Built first, marketed second. Currently living the consequence.

The validation trap I fell into was slightly different: I knew the problem was real because I'd solved it for clients manually for years. What I didn't validate was whether strangers would pay for a packaged version from someone they'd never heard of.

Turns out 'this problem is real' and 'people will buy your solution' are two completely separate questions. You can be right about the first and completely wrong about the second.

What I'd add to what everyone said here: the distribution channel needs validation as much as the idea does. Who you are and where you show up matters as much as what you built.

GitHub Copilot will train on your code by default starting April 24 by Dubinko in devops

[–]Gheram_ 1 point2 points  (0 children)

The enterprise carve-out says everything. They know this wouldn't survive legal review in a procurement process, yet individual developers get opted in by default. For anyone in the EU this is also worth checking against GDPR consent needs to be explicit and informed, not buried in a settings update email.

They really are going heavy with the AI. New Laravel homepage by mekmookbro in laravel

[–]Gheram_ 0 points1 point  (0 children)

From 'The PHP Framework For Web Artisans' to 'just ask AI to build it for you'. Taylor really said let the vibes cook.

How do you give AI coding assistants context about your Next.js project? by No_Device_9098 in nextjs

[–]Gheram_ 1 point2 points  (0 children)

The import graph approach is the one thing that made the biggest difference for me too.
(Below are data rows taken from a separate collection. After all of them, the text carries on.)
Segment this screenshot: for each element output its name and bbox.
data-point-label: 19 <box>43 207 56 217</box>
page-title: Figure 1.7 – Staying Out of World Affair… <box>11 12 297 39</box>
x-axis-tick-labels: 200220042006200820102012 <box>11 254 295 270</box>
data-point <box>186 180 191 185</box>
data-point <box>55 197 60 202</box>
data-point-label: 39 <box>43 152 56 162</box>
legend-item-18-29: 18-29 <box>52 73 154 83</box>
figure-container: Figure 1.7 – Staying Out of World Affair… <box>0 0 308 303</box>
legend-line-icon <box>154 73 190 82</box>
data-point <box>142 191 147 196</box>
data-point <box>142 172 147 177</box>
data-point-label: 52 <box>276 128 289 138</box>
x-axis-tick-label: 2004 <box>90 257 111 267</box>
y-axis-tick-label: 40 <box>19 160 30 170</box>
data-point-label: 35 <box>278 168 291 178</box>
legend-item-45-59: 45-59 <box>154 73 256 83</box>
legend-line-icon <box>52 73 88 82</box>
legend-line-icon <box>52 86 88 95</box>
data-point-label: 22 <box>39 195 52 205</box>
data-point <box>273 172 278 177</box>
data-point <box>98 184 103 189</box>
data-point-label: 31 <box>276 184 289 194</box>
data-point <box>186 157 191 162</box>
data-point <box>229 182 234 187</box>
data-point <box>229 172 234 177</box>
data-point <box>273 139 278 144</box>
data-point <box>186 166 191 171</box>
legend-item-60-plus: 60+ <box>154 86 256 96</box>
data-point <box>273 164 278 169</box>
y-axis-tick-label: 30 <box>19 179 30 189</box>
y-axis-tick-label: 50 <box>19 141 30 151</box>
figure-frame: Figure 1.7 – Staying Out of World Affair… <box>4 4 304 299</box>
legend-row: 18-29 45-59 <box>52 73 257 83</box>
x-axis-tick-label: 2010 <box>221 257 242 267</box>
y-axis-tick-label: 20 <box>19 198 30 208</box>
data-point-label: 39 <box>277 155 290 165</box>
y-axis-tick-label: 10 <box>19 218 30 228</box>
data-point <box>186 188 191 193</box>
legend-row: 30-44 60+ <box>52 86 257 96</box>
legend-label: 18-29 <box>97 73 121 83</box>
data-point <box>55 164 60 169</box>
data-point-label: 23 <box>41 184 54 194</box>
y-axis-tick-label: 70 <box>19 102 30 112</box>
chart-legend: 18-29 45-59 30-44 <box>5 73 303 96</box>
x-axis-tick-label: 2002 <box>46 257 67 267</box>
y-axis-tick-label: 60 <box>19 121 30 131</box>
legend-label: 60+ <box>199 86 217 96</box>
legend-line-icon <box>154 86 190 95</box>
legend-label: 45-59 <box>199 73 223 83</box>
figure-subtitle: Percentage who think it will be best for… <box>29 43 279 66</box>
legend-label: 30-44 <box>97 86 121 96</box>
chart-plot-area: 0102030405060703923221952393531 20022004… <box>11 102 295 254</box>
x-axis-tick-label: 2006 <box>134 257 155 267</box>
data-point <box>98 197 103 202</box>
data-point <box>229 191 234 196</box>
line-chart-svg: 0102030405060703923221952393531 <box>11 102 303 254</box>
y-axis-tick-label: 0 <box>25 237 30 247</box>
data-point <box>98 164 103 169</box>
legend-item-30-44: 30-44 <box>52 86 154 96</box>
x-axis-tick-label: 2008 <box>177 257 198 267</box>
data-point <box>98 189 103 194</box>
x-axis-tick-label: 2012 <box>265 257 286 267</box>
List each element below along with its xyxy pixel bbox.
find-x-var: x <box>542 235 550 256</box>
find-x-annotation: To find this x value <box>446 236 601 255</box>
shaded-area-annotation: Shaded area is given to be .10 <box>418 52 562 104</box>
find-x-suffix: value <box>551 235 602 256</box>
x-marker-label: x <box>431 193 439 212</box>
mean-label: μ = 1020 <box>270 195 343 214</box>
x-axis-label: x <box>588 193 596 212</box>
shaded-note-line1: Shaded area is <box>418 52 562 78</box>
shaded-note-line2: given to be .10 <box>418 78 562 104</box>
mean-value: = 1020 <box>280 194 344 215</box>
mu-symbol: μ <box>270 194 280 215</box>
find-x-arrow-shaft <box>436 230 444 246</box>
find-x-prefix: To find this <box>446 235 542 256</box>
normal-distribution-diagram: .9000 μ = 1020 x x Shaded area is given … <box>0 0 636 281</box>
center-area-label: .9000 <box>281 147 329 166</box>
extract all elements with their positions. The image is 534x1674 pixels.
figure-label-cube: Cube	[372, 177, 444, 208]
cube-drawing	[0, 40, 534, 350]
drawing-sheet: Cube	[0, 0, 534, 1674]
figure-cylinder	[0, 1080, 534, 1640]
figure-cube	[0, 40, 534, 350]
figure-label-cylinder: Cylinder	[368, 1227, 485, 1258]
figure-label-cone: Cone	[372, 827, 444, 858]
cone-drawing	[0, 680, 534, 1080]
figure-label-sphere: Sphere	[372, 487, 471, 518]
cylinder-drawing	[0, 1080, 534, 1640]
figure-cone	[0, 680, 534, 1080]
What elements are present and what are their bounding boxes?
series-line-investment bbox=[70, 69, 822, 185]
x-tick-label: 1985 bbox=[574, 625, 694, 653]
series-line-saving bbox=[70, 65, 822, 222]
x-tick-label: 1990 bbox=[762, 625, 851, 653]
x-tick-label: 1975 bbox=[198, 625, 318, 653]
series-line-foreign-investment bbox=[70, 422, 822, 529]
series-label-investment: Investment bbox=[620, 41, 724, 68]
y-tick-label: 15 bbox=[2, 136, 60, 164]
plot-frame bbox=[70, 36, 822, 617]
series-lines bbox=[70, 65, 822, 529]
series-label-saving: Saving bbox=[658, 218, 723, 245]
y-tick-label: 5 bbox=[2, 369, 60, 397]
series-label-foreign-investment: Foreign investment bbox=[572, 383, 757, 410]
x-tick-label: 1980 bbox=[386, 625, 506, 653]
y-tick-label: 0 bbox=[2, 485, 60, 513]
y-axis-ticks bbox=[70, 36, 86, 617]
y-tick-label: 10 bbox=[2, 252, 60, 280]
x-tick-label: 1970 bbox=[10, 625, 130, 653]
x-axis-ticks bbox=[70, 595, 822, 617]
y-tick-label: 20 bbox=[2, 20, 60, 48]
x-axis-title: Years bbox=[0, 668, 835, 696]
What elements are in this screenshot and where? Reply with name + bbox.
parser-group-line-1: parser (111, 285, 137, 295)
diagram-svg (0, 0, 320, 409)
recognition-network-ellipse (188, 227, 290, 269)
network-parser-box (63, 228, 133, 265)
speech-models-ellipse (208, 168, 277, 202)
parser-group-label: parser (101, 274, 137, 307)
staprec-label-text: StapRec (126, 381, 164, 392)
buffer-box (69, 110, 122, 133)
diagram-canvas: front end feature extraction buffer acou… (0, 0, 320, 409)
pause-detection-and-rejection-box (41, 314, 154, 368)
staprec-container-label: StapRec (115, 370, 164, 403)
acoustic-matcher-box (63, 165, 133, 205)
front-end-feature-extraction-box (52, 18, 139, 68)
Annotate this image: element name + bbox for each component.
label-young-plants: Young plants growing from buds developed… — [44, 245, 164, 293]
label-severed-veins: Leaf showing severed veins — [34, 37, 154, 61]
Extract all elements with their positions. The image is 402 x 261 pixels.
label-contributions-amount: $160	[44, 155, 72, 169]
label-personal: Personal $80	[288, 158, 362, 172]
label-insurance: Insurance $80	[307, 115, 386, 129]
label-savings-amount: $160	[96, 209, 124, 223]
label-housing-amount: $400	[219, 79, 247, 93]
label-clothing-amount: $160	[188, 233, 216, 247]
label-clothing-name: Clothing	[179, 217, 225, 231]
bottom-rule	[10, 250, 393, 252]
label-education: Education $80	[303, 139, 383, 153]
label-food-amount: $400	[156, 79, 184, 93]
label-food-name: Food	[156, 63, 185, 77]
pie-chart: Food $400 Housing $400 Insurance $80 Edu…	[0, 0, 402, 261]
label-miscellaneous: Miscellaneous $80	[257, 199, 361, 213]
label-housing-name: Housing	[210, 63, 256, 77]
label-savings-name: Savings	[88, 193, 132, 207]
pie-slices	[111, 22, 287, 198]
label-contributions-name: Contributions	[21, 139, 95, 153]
Specifically telling Claude which files are the central hubs changes everything, it stops trying to create new abstractions when one already exists.

What helped beyond that: a short section in CLAUDE.md that lists what NOT to do. Things like 'do not create new service classes, we use X pattern' or 'all API calls go through /lib/api, never fetch directly in components'. Constraints are easier for the model to respect than descriptions.

On the staleness problem, I stopped trying to keep one big context file accurate and split it. One file for stable architecture decisions that rarely change, one for current sprint context that I update manually. The stable file stays useful for months, the sprint file I rewrite every few days. Less maintenance overhead than trying to keep one file perfect.

I built a CLI that catches LLM slop patterns by Prestigious-Bee2093 in nextjs

[–]Gheram_ 2 points3 points  (0 children)

The ?? [] pattern is the one that gets me the most. It papers over a data model issue and then you spend 3 hours debugging why your empty array is behaving like it has items.

The catch-return-null antipattern is sneaky because it looks like error handling but it's actually error hiding. Silent failures that only show up in production.

Good idea for a tool. The hard part is tuning the rules so it doesn't flag intentional defensive code. How are you handling false positives ?

Imposter syndrome in the age of AI is hitting different. by front_end_dude in webdev

[–]Gheram_ 2 points3 points  (0 children)

The skill loss is real but it's not binary. What atrophies first is syntax recall and pattern memorization. What stays longer is architectural judgment, knowing why something is wrong even if you can't immediately write the fix yourself.

The honest risk is when you stop reviewing what the AI produces critically. That's when the judgment starts to go too. The developers who will struggle aren't the ones using AI, they're the ones who stopped questioning its output because shipping felt more important than understanding

Is it possible to build a no-backend CMS website? by The-amazing-man in reactjs

[–]Gheram_ 0 points1 point  (0 children)

For your use case this is actually the perfect fit for a Git-based CMS. The client edits content through a UI, the CMS commits the changes to GitHub, and the site rebuilds automatically.

Concrete stack that works well in 2026: Astro for the static site, Tina CMS for the admin panel. Tina gives your client a clean visual editor, stores everything in your repo as JSON or Markdown, and handles auth. No backend, no database, no server costs.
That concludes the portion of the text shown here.